The history of this area is almost the same as that of its neighboring Moleta. With little prominence on the side of the Petardistes, Nacho Sánchez assumes most of the openings and becomes the main developer of this entire area. Most of the routes appeared in the 90s but, during the following years, new lines did not stop emerging, gradually completing the walls until reaching the current offer. Other prominent actors in this area are José Miguel García, the brothers Juan Carlos and Jesús Romero, Andrés Llorens “Coco”, José M. Anaya and Vicente Gimeno "Pitu".

El Goleró area:

The first routes of VIPS sector date back to 1990 and were the work of the English Mark Edwards. Next, a young Iván Hernández would lead its bolting, creating an authentic laboratory of high difficulty climbing that would culminate in 1996 with the sending of the route Ejecución radical, an 8c+ that remains unrepeated nowadays.

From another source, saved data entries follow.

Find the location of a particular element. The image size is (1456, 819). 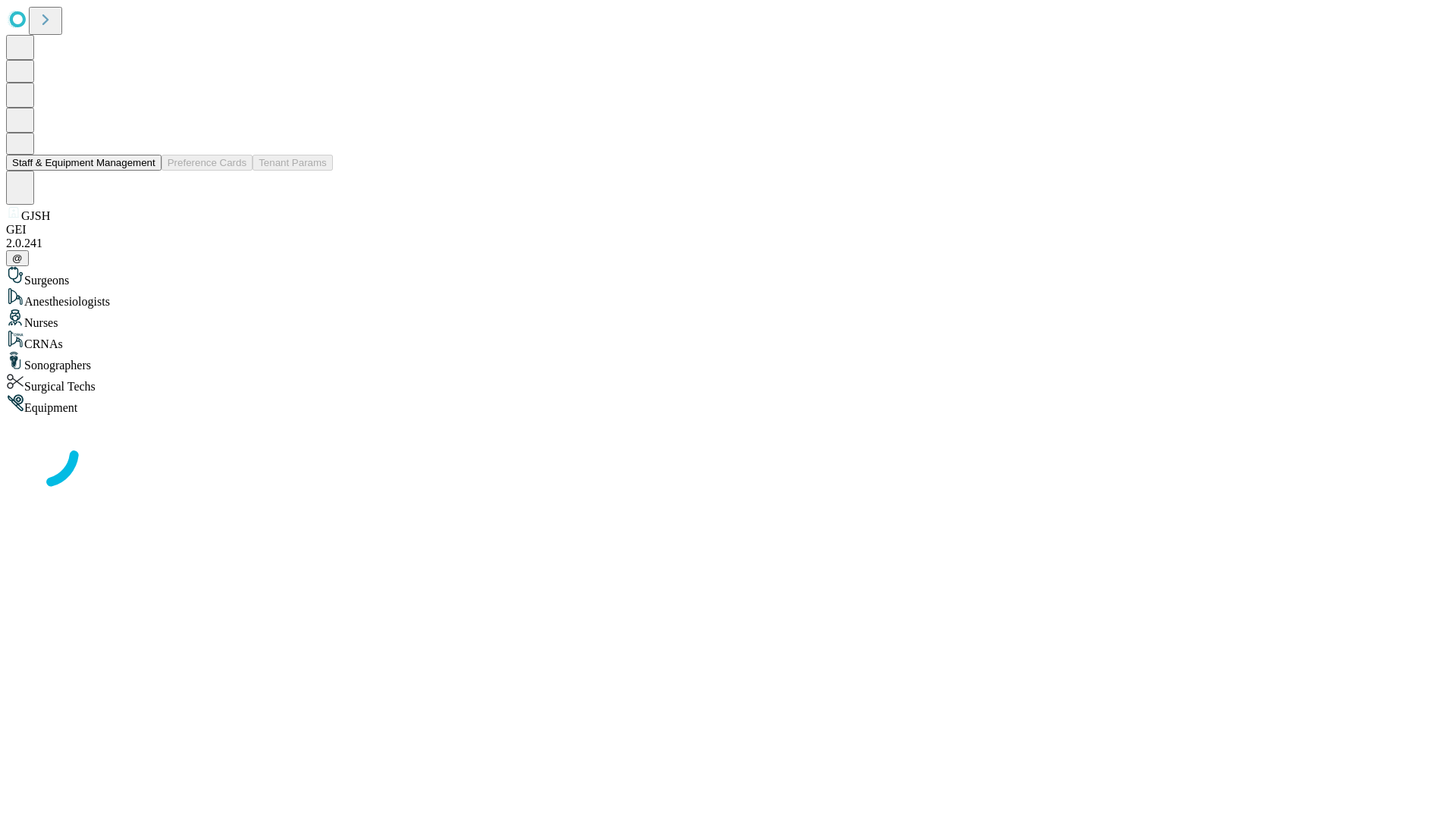

div: Nurses is located at coordinates (728, 319).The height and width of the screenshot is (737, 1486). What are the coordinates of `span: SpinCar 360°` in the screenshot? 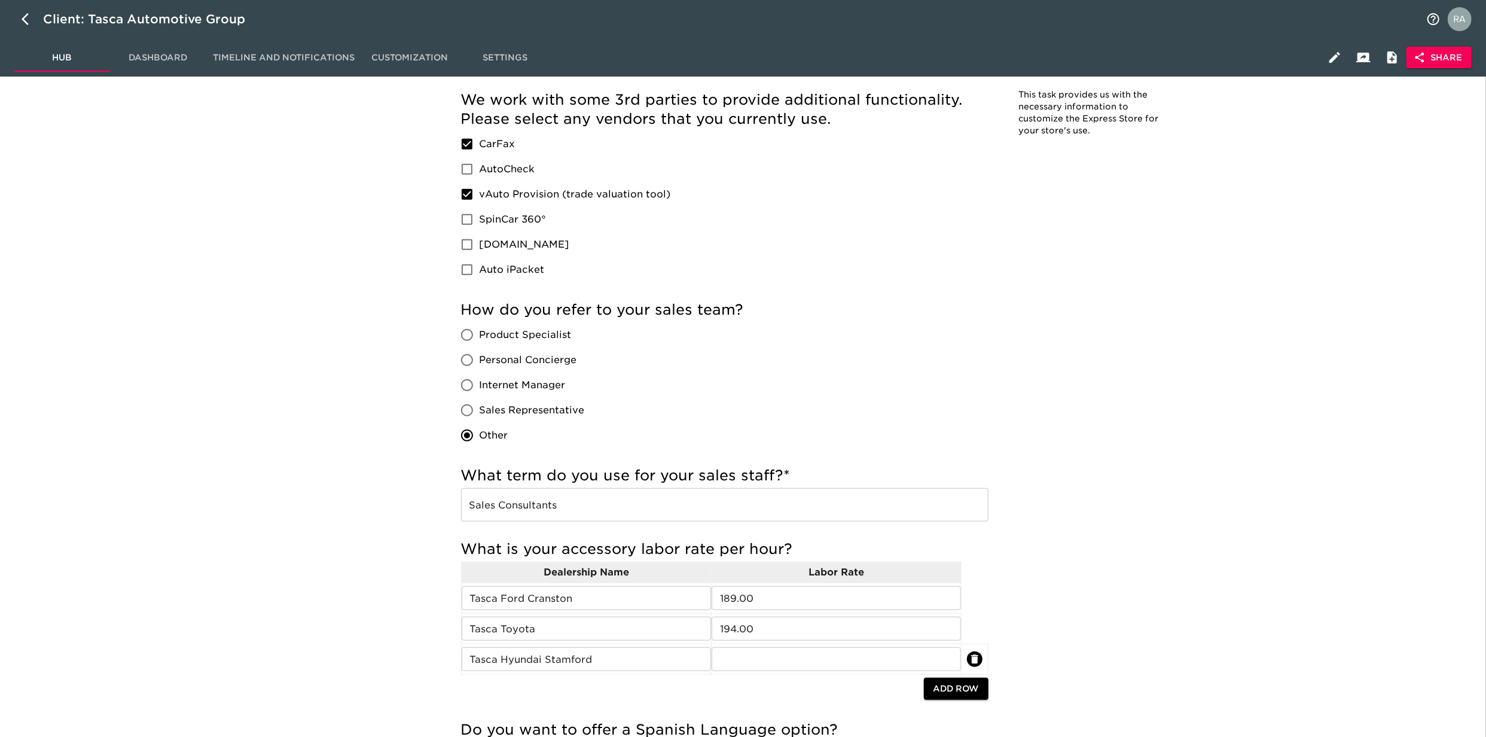 It's located at (513, 219).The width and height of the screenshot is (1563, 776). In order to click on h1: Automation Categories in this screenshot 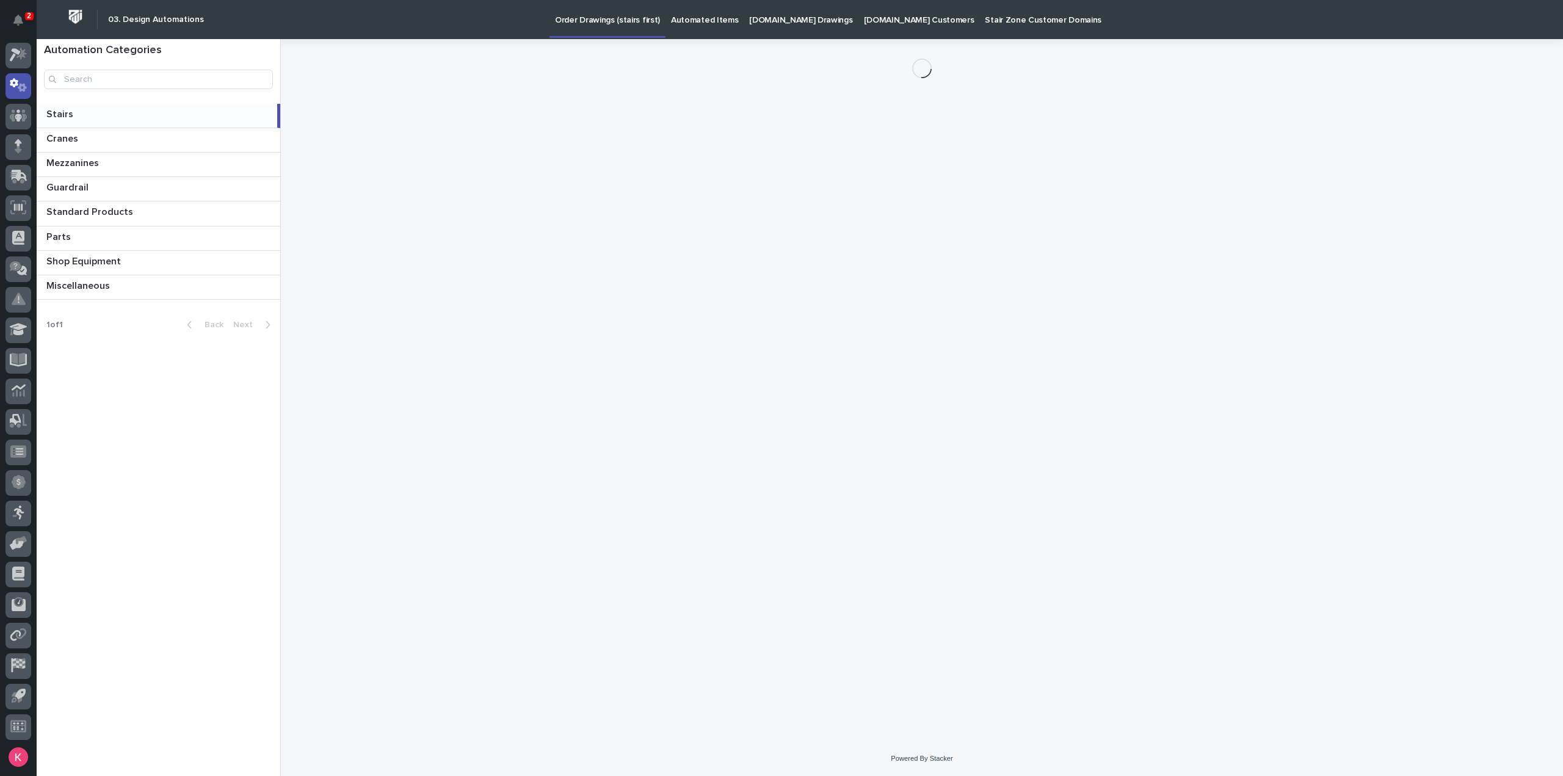, I will do `click(158, 51)`. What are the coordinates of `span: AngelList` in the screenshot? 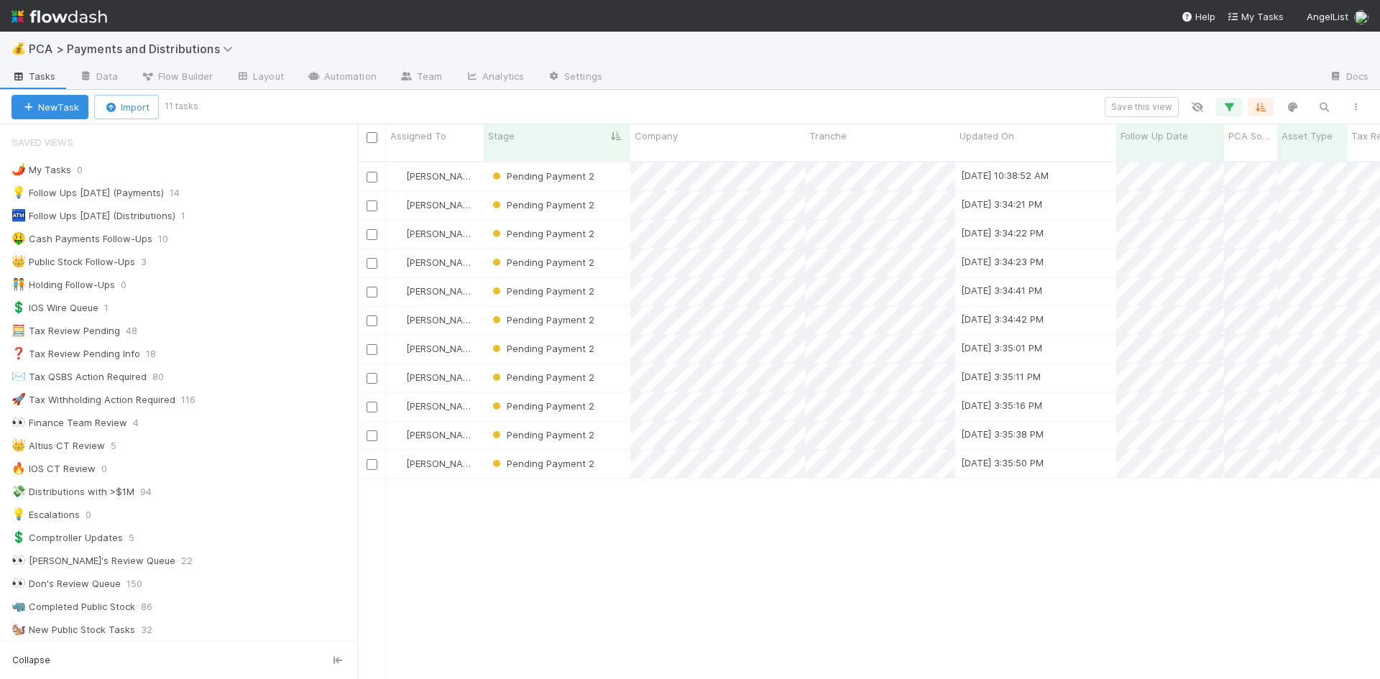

From here and despite its quick access and comfortable belaying spot, this area, clearly eclipsed by its neighbor Wild Side, would gradually lose popularity until it became a practically marginal sector. Currently, the VIPS continues to live in the shadow of the Wild Side, but in recent years, in addition to some new openings, it has been clearly renewed thanks to the massive re-bolting that Rubén Denia is carrying out on its walls.The Wild Side history begins in 1992. The VIPS was in full swing and the local climber José Miguel García Fraile begins to make small forays into this wall, at that time totally invaded by vegetation. Little by little, he managed to get to its right wing, and inaugurated the sector with the first routes: Si te dicen que caí and Todos los caminos conducen al romo. The great potential of the area does not take long to attract the attention of other teams, and in a short time, great classics were born, such as Ya somos olímpicos and Ergometría both bolted by José M. García himself, Watermark, by Mark Edwards or La forqueta del diablo and Celia by Pep Ginestar. But the real shock would come with the appearance of the duo formed by Iván Hernández and Agustín Gómez, the most fit climbers of the time. This couple would lead for more than a decade the development of this sector, with continuous openings of the highest level and their corresponding sends (the hardest of that time). In the new millennium, new actors would enter the scene. Miguel Sánchez, José J. González “Kiki”, José M. Anaya or Roberto López, among others, would continue with the opening work until completing, a crag literally full of routes where it will be very difficult to open new lines.